Morocco’s UM6P Researcher Uncovers The Double Bind Stifling AI Healthcare Startups

5 Min Read

While Artificial Intelligence is widely seen as a revolutionary force in healthcare, new research from Dr. Ahmed Zahlan, a recent PhD graduate from the Africa Business School at Mohammed VI Polytechnic University (UM6P), reveals the significant and often underestimated hurdles that startups in this sector face. Based on in-depth interviews with founders from 55 AI healthcare startups, Dr. Zahlan’s study provides a critical roadmap for founders, investors, and policymakers aiming to navigate this complex landscape.

The Double Complexity of AI in Healthcare

Dr. Zahlan’s research frames the core challenge as a “double bind,” where startups must simultaneously navigate the complexities of two highly demanding systems. On the healthcare side, innovators contend with fragmented clinical workflows, rigid regulatory processes, and slow adoption rates by risk-averse institutions. The average time for a medical discovery to reach routine clinical practice can be as long as 17 years.

On the AI side, startups face the technical hurdles of assembling large, high-quality, and well-labelled datasets, engineering robust and unbiased models, and meeting demands for explainability and patient safety. When combined, these challenges amplify the “liability of newness,” making it difficult for new ventures to gain the legitimacy, trust, and funding needed to survive and scale.

Diverse Teams as a Competitive Advantage

A key finding from the study is the critical importance of a diverse founding team. Startups that successfully bridge the gap between technology and clinical application often have a blend of expertise. Dr. Zahlan found that teams combining clinical credibility (doctors, chief medical officers) with technical fluency (engineers, data scientists) and commercial experience were far better equipped to engage with hospitals, run clinical validations, and communicate their value to investors and regulators. The practical advice from the research is direct: “Get a doctor with you.” A clinician co-founder or advisor provides essential legitimacy and patient-centered design insights that are crucial for success.

Data Moats and the Danger of ‘AI Washing’

Across the interviews, data emerged as the single most important strategic asset. Founders with access to proprietary, well-curated patient datasets are in a much stronger position to raise capital, build defensible technology, and demonstrate real clinical value. However, the study also issues a stern warning against “AI washing”—the practice of branding a product as AI-driven when it relies on simple algorithms or lacks genuine machine learning capabilities.

This trend, often used to attract funding and media attention, poses a significant risk. The real danger, Dr. Zahlan explains, is not just misleading investors but building solutions that fail to address actual healthcare problems. The focus must be on first identifying a clinical need, not forcing an AI solution where a simpler approach would be more effective.

A Blueprint for Morocco’s Healthtech Ecosystem

Dr. Zahlan’s findings offer actionable insights for Morocco as it accelerates its national AI and digital transformation strategy. The success of Moroccan healthtech startup DeepEcho, which recently secured U.S. FDA clearance for its AI-powered fetal ultrasound platform, demonstrates that local teams can compete on a global scale. To replicate this success, the research suggests three priorities for the ecosystem: developing secure and interoperable electronic health records to build locally-relevant AI models, integrating applied AI and entrepreneurship into medical curricula, and creating more healthcare-focused incubators and regulatory pathways that facilitate clinical trials within trusted hospital networks.

About Mohammed VI Polytechnic University (UM6P)

Mohammed VI Polytechnic University (UM6P) is a Moroccan non-profit private research university located in Benguerir. Its vision is to be a hub of education, research, innovation, and entrepreneurship, with a focus on contributing to the economic and human development of Africa. The university is committed to applied research and innovation relevant to the continent’s challenges, particularly in areas such as sustainable agriculture, mining, renewable energy, and digital technology.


## Aim of the task
The lines to copy are those in the records below that hold the word "About".

───

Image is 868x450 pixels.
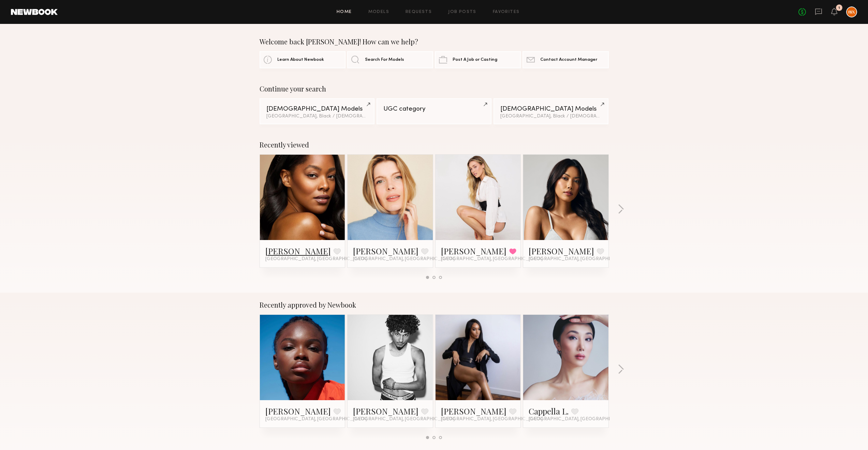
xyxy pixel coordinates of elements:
[266,105,367,112] div: [DEMOGRAPHIC_DATA] Models
[368,10,389,14] a: Models
[266,114,367,119] div: [GEOGRAPHIC_DATA], Black / [DEMOGRAPHIC_DATA]
[265,405,331,416] a: [PERSON_NAME]
[453,57,497,62] span: Post A Job or Casting
[337,10,352,14] a: Home
[347,51,433,68] a: Search For Models
[353,245,418,257] a: [PERSON_NAME]
[501,105,601,112] div: [DEMOGRAPHIC_DATA] Models
[540,57,597,62] span: Contact Account Manager
[353,405,418,416] a: [PERSON_NAME]
[265,245,331,257] a: [PERSON_NAME]
[406,10,432,14] a: Requests
[265,257,367,261] span: [GEOGRAPHIC_DATA], [GEOGRAPHIC_DATA]
[448,10,477,14] a: Job Posts
[441,245,506,257] a: [PERSON_NAME]
[523,51,609,68] a: Contact Account Manager
[365,57,404,62] span: Search For Models
[259,99,374,124] a: [DEMOGRAPHIC_DATA] Models[GEOGRAPHIC_DATA], Black / [DEMOGRAPHIC_DATA]
[528,257,630,261] span: [GEOGRAPHIC_DATA], [GEOGRAPHIC_DATA]
[528,416,630,421] span: [GEOGRAPHIC_DATA], [GEOGRAPHIC_DATA]
[259,301,609,308] div: Recently approved by Newbook
[441,405,506,416] a: [PERSON_NAME]
[259,84,609,93] div: Continue your search
[528,245,594,257] a: [PERSON_NAME]
[494,99,609,124] a: [DEMOGRAPHIC_DATA] Models[GEOGRAPHIC_DATA], Black / [DEMOGRAPHIC_DATA]
[259,37,609,46] div: Welcome back [PERSON_NAME]! How can we help?
[441,257,543,261] span: [GEOGRAPHIC_DATA], [GEOGRAPHIC_DATA]
[259,51,345,68] a: Learn About Newbook
[383,105,484,112] div: UGC category
[528,405,568,416] a: Cappella L.
[434,51,521,68] a: Post A Job or Casting
[493,10,520,14] a: Favorites
[838,6,840,10] div: 1
[376,99,491,124] a: UGC category
[353,257,455,261] span: [GEOGRAPHIC_DATA], [GEOGRAPHIC_DATA]
[265,416,367,421] span: [GEOGRAPHIC_DATA], [GEOGRAPHIC_DATA]
[278,57,323,62] span: Learn About Newbook
[501,114,601,119] div: [GEOGRAPHIC_DATA], Black / [DEMOGRAPHIC_DATA]
[353,416,455,421] span: [GEOGRAPHIC_DATA], [GEOGRAPHIC_DATA]
[441,416,543,421] span: [GEOGRAPHIC_DATA], [GEOGRAPHIC_DATA]
[259,141,609,148] div: Recently viewed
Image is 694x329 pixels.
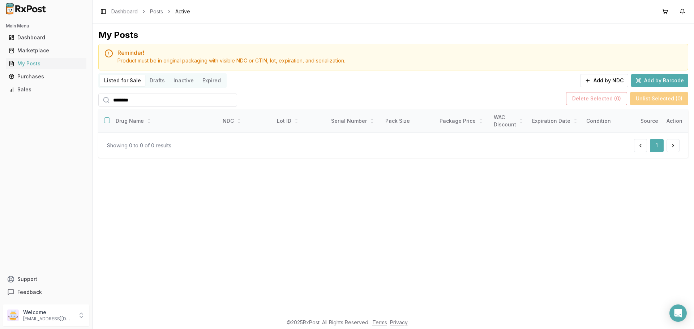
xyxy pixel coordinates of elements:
a: My Posts [6,57,86,70]
span: Active [175,8,190,15]
button: Dashboard [3,32,89,43]
button: Listed for Sale [100,75,145,86]
div: Source [640,117,668,125]
button: Expired [198,75,225,86]
h5: Reminder! [117,50,682,56]
div: My Posts [9,60,83,67]
div: Expiration Date [532,117,578,125]
th: Action [661,110,688,133]
button: My Posts [3,58,89,69]
nav: breadcrumb [111,8,190,15]
div: Product must be in original packaging with visible NDC or GTIN, lot, expiration, and serialization. [117,57,682,64]
div: Sales [9,86,83,93]
div: Drug Name [116,117,213,125]
div: Serial Number [331,117,377,125]
div: Lot ID [277,117,322,125]
div: Purchases [9,73,83,80]
a: Terms [372,320,387,326]
a: Privacy [390,320,408,326]
a: Purchases [6,70,86,83]
img: RxPost Logo [3,3,49,14]
span: Feedback [17,289,42,296]
div: WAC Discount [494,114,523,128]
div: Open Intercom Messenger [669,305,687,322]
a: Marketplace [6,44,86,57]
div: NDC [223,117,268,125]
button: 1 [650,139,664,152]
h2: Main Menu [6,23,86,29]
button: Support [3,273,89,286]
th: Pack Size [381,110,435,133]
a: Dashboard [6,31,86,44]
img: User avatar [7,310,19,321]
button: Drafts [145,75,169,86]
button: Sales [3,84,89,95]
button: Marketplace [3,45,89,56]
div: Package Price [440,117,485,125]
div: Showing 0 to 0 of 0 results [107,142,171,149]
a: Dashboard [111,8,138,15]
button: Inactive [169,75,198,86]
div: My Posts [98,29,138,41]
a: Sales [6,83,86,96]
button: Add by NDC [580,74,628,87]
div: Marketplace [9,47,83,54]
p: [EMAIL_ADDRESS][DOMAIN_NAME] [23,316,73,322]
th: Condition [582,110,636,133]
a: Posts [150,8,163,15]
button: Purchases [3,71,89,82]
button: Feedback [3,286,89,299]
div: Dashboard [9,34,83,41]
button: Add by Barcode [631,74,688,87]
p: Welcome [23,309,73,316]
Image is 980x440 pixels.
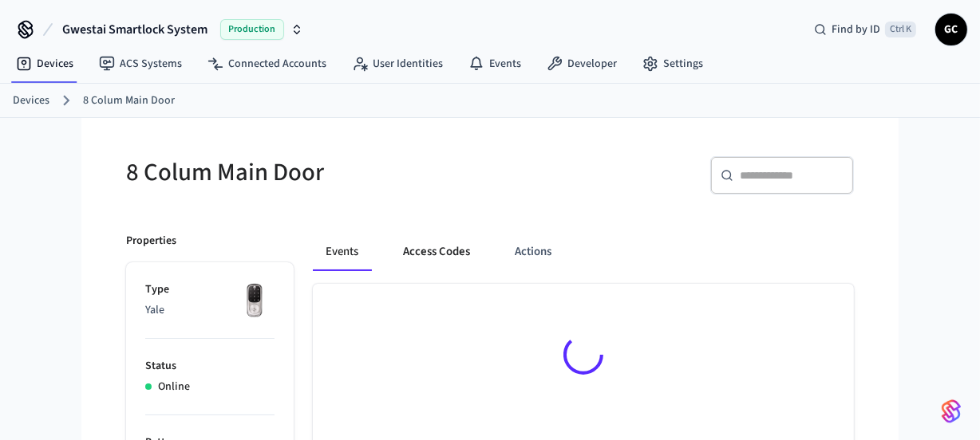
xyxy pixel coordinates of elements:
[885,22,916,37] span: Ctrl K
[158,379,190,396] p: Online
[145,358,275,375] p: Status
[62,20,208,39] span: Gwestai Smartlock System
[145,282,275,299] p: Type
[126,233,176,249] p: Properties
[13,93,49,109] a: Devices
[937,15,966,44] span: GC
[534,49,630,78] a: Developer
[195,49,339,78] a: Connected Accounts
[832,22,881,37] span: Find by ID
[339,49,456,78] a: User Identities
[456,49,534,78] a: Events
[126,157,481,189] h5: 8 Colum Main Door
[313,233,854,271] div: ant example
[221,19,284,40] span: Production
[801,15,929,44] div: Find by IDCtrl K
[630,49,716,78] a: Settings
[936,14,968,45] button: GC
[3,49,86,78] a: Devices
[83,93,175,109] a: 8 Colum Main Door
[942,399,961,425] img: SeamLogoGradient.69752ec5.svg
[234,282,275,321] img: Yale Assure Touchscreen Wifi Smart Lock, Satin Nickel, Front
[390,233,483,271] button: Access Codes
[503,233,565,271] button: Actions
[313,233,371,271] button: Events
[145,302,275,319] p: Yale
[86,49,195,78] a: ACS Systems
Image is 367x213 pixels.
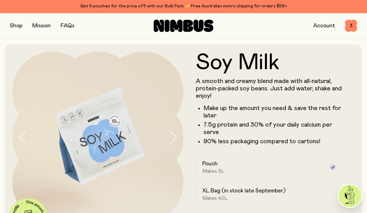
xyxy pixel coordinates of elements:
button: 3 [345,20,357,32]
li: 7.5g protein and 30% of your daily calcium per serve [203,121,342,136]
img: agent [338,184,361,207]
div: Get 6 pouches for the price of 5 with our Bulk Pack ✨ Free Australian metro shipping for orders $59+ [10,2,357,10]
a: Mission [32,23,51,29]
span: Makes 40L [202,195,228,201]
a: FAQs [60,23,74,29]
h1: Soy Milk [196,52,342,74]
li: Make up the amount you need & save the rest for later [203,104,342,119]
a: Account [313,23,335,29]
p: 90% less packaging compared to cartons! [203,138,342,145]
h2: Pouch [202,160,217,167]
p: A smooth and creamy blend made with all-natural, protein-packed soy beans. Just add water, shake ... [196,77,342,100]
span: Makes 5L [202,168,224,174]
h2: XL Bag (in stock late September) [202,187,285,194]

───

## Answer
[259,51,345,68] a: Learn About Newbook
[278,57,323,62] span: Learn About Newbook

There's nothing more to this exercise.